What white-labelling actually means
In fintech, white-labelling means deploying a platform under a client's brand, domain, and — critically — regulatory context. It's not just visual rebrand. A financial platform operating under a new brand may need to reference different regulatory permissions, display different legal entities, and comply with the client's specific licence conditions.
A thorough white-label process covers five layers: visual identity (colours, typography, logo, imagery), product copy (feature names, error messages, notification text), legal and compliance copy (T&Cs, privacy policy, regulatory disclosures), domain and infrastructure, and where applicable, the underlying BaaS provider configuration.
Step 1: Audit your design tokens
A well-architected fintech template uses design tokens — CSS variables or a centralised theme configuration — rather than hardcoded colour values. Before you can white-label, you need to know exactly which tokens exist, what they control, and whether every colour in the UI actually references a token.
Walk through the UI systematically: the marketing site, the auth screens, the user dashboard, the admin panel. Document every element that carries colour, and check that it traces back to a token. Any hardcoded hex value is a liability — it won't change when you swap the theme.
BAAS Kit Pro templates use Tailwind CSS v4 with CSS custom properties as the token layer. A complete white-label means updating `--color-primary`, `--color-accent`, and the gradient definitions in `globals.css` — the rest propagates automatically.
Step 2: Replace all brand assets
Brand assets in a fintech platform extend beyond the logo. Conduct a systematic search for: logo files (SVG preferred — check all sizes and variants including favicon, app icon, and OG image), brand name in all its forms as string literals in the codebase, email sender name and reply-to address in notification templates, and any hardcoded URLs pointing to the template's own domain.
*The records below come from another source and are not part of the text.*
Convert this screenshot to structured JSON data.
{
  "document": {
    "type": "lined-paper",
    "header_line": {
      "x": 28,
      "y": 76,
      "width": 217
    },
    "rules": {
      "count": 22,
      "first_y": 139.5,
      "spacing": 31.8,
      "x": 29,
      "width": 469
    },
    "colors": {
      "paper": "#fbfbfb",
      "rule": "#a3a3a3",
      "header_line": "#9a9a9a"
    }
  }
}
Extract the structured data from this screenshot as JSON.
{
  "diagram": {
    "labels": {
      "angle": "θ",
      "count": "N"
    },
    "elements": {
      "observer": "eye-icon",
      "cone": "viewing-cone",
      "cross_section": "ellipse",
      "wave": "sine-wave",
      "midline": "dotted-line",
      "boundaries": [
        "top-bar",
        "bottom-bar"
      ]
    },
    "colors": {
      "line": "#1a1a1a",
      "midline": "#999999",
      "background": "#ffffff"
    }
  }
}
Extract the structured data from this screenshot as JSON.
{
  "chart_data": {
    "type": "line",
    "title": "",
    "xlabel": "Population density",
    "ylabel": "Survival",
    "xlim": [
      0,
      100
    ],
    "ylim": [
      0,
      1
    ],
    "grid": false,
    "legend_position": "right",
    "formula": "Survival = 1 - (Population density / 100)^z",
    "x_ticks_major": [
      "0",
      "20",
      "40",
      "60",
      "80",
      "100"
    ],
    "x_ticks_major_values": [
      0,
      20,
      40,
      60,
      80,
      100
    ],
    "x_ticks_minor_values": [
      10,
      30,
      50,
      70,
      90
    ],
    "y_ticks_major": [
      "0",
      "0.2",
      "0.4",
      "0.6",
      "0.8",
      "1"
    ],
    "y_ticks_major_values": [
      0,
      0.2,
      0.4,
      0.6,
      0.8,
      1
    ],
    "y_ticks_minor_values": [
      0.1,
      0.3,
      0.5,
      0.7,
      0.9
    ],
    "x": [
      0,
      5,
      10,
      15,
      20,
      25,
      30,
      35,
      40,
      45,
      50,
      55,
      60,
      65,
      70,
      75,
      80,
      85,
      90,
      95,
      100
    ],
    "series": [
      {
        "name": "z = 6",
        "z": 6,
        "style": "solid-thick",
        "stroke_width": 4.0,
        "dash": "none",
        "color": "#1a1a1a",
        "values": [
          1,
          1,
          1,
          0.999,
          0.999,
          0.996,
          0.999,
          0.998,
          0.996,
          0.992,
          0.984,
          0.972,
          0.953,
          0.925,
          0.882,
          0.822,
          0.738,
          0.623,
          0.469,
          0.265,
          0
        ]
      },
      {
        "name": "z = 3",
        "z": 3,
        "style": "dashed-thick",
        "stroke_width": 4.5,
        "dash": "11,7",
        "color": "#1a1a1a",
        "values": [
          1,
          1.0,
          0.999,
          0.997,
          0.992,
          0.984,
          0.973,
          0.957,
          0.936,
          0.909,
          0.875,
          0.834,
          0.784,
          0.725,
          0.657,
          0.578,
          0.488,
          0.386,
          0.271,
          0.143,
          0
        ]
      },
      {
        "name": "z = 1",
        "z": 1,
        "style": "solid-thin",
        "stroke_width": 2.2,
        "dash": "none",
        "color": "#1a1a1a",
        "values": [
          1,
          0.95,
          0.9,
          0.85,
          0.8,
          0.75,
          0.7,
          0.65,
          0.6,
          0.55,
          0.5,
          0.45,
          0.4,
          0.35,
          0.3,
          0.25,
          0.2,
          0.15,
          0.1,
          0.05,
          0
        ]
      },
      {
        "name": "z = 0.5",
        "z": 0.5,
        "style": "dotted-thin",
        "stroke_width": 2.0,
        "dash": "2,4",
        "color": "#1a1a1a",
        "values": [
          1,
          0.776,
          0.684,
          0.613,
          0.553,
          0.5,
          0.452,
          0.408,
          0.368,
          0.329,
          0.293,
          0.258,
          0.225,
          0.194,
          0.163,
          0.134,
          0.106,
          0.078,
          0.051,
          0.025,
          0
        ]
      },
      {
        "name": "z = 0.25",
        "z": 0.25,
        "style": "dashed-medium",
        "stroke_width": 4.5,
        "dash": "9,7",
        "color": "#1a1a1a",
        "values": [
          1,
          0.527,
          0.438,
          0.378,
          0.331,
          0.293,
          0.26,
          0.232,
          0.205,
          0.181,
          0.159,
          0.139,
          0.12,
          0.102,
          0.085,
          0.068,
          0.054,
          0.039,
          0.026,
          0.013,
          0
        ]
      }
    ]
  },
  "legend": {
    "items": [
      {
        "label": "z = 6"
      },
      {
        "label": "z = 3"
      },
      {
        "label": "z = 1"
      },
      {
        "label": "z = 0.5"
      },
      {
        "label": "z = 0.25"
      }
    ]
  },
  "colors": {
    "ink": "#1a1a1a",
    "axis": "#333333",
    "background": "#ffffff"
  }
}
Use your code editor's global search to find every occurrence of the original brand name. It will appear in metadata titles, email subject lines, legal copy, and console log statements. Each one needs to be replaced — or better, extracted to a central config file that the white-label process updates in one place.
Step 3: Legal and compliance copy
This step is the one most teams underestimate. A fintech platform that processes real money must display specific legal copy tied to the licence holder. The Terms and Conditions must identify the correct legal entity, jurisdiction, and regulatory permissions. The privacy policy must reference the correct data controller and ICO registration number (in the UK). Any reference to FCA authorisation, PSD2 compliance, or safeguarding must be accurate to the specific licence.
Do not simply find and replace the company name in the existing T&Cs. Have the new entity's legal counsel review and approve the legal copy. This is not optional — it is a regulatory requirement. A fintech platform displaying incorrect regulatory disclosures is a Material Breach of Conduct risk.
Beyond legal copy, check all error messages, onboarding instructions, and support references. Any text that says 'contact [OriginalBrand] support' or references the original entity's processes needs to be updated.
Step 4: Domain, email, and infrastructure
Point the platform to the client's domain and configure all the supporting infrastructure that financial platforms require. DNS records for the main domain and any subdomains (app.clientbrand.com, admin.clientbrand.com, api.clientbrand.com). SSL certificates — automated with Let's Encrypt or a managed certificate provider. SPF, DKIM, and DMARC records for transactional email to ensure deliverability and prevent spoofing. A transactional email provider configured with the client's sending domain. And environment variables updated to reflect the new domain across all services.
Step 5: Test the full user journey
Before handing over a white-labelled platform, run through every user-facing journey end to end: public site → sign up → KYC onboarding → dashboard access → transaction → admin view → notification email. Check every screen for residual references to the original brand. Review every email notification for sender name, subject line, and body copy. Confirm that regulatory disclosures appear on every required screen. And test on mobile — many fintech platforms are predominantly mobile-used, and brand consistency on small screens is easy to miss.
A simple checklist shared between the delivery team and the client sign-off party prevents the embarrassing post-launch discovery of a logo or company name that wasn't updated.